Miguel de Cervantes Saavedra (Don Quixote)
Children have always tumbled down rabbit holes, fallen through mirrors, been swept away by unseasonal floods or carried off by tornadoes. Children have always traveled, and because they are young and bright and full of contradictions, they haven’t always restricted their travel to the possible. Adulthood brings limitations like gravity and linear space and the idea that bedtime is a real thing, and not an artificially imposed curfew. Adults can still tumble down rabbit holes and into enchanted wardrobes, but it happens less and less with every year they live. Maybe this is a natural consequence of living in a world where being careful is a necessary survival trait, where logic wears away the potential for something bigger and better than the obvious. Childhood melts, and flights of fancy are replaced by rules. Tornados kill people: they don’t carry them off to magical worlds. Talking foxes are a sign of fever, not guides sent to start some grand adventure. But children, ah, children. Children follow the foxes, and open the wardrobes, and peek beneath the bridge. Children climb the walls and fall down the wells and run the razor’s edge of possibility until sometimes, just sometimes, the possible surrenders and shows them the way to go home.
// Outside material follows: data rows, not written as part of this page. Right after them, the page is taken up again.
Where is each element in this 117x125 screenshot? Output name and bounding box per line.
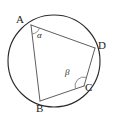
vertex-label-a: A	[16, 14, 24, 25]
vertex-label-b: B	[36, 103, 43, 114]
geometry-figure: A B C D α β	[0, 0, 117, 125]
circumscribed-circle	[8, 15, 100, 107]
angle-label-alpha: α	[37, 31, 42, 40]
chord-b-c	[40, 86, 84, 101]
vertex-label-c: C	[85, 82, 92, 93]
vertex-label-d: D	[98, 40, 106, 51]
angle-label-beta: β	[65, 68, 69, 77]
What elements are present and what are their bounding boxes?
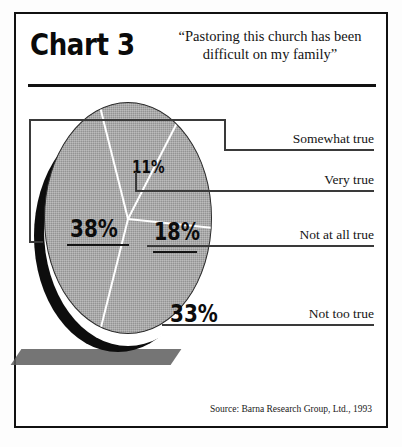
value-underline-not-at-all (153, 251, 197, 253)
leader-line-very-true (135, 190, 374, 192)
pie-chart: 38% 11% 18% 33% (22, 94, 222, 384)
slice-value-very-true: 11% (132, 157, 165, 177)
chart-header: Chart 3 “Pastoring this church has been … (16, 14, 386, 84)
chart-page: Chart 3 “Pastoring this church has been … (0, 0, 402, 447)
legend-label-very-true: Very true (324, 172, 374, 188)
leader-stub-very-true (135, 172, 137, 191)
leader-line-not-at-all-true (147, 245, 374, 247)
header-divider-rule (28, 84, 376, 87)
legend-label-somewhat-true: Somewhat true (293, 131, 374, 147)
leader-bracket-top (29, 119, 225, 121)
leader-line-not-too-true (162, 324, 374, 326)
leader-bracket-right (224, 119, 226, 149)
value-underline-somewhat (67, 244, 129, 246)
legend-label-not-too-true: Not too true (309, 306, 374, 322)
chart-number-title: Chart 3 (30, 26, 135, 62)
quote-line-2: difficult on my family” (156, 46, 384, 64)
chart-body: 38% 11% 18% 33% Somewhat true Very true … (16, 88, 386, 398)
quote-line-1: “Pastoring this church has been (156, 28, 384, 46)
chart-question-quote: “Pastoring this church has been difficul… (156, 28, 384, 63)
pie-drop-shadow (11, 349, 182, 365)
slice-value-not-at-all-true: 18% (154, 218, 200, 246)
slice-value-somewhat-true: 38% (70, 214, 118, 243)
legend-label-not-at-all-true: Not at all true (299, 227, 374, 243)
leader-line-somewhat-true (224, 149, 374, 151)
leader-bracket-left (29, 119, 31, 242)
leader-bracket-bottom (29, 241, 43, 243)
chart-frame: Chart 3 “Pastoring this church has been … (14, 12, 388, 428)
source-attribution: Source: Barna Research Group, Ltd., 1993 (210, 404, 372, 414)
Seanan McGuire (Beneath the Sugar Sky (Wayward Children, #3))
Something is very wrong with Bunce. She's collapsed in the back seat like a dead rabbit. But I can't really focus on it because of the sun and also the wind and because I'm very busy making a list. Things I hate, a list: 1. The sun. 2. The wind. 3. Penelope Bunce, when she hasn't got a plan. 4. American sandwiches. 5. America. 6. The band, America. Which I didn't know about an hour ago. 7. Kansas, also a band I've recently become acquainted with. 8. Kansas, the state. Which isn't that far from Illinois, so it must be wretched. 9. The State of Illinois, for fucking certain. 10. The sun. In my eyes. 11. The wind in my hair. 12. Convertible automobiles. 13. Myself, most of all. 14. My soft heart. 15. My foolish optimism. 16. The words "road" and "trip" when said together with any enthusiasm. 17. Being a vampire, if we're being honest. 18. Being a vampire in a fucking convertible. 19. A deliriously thirsty vampire in a convertible at midday. In Illinois, which is apparently the brightest place on the planet. 20. The sun. Which hangs miles closer to Minooka, Illinois, than it does over London blessed England. 21. Minooka, Illinois. Which seems dreadful. 22. These sunglasses. Rubbish. 23. The fucking sun! We get it - you're very fucking bright! 24. Penelope Bunce, who came up with this idea. An idea not accompanied by a plan. Because all she cared about was seeing her rubbish boyfriend, who clearly cocked it all up. Which we all should have expected from someone from Illinois, land of the damned - a place that manages to be both hot and humid at the same time. You might well expect hell to be hot, but you don't expect it to also be humid. That's what makes it hell, the surprise twist! The devil is clever!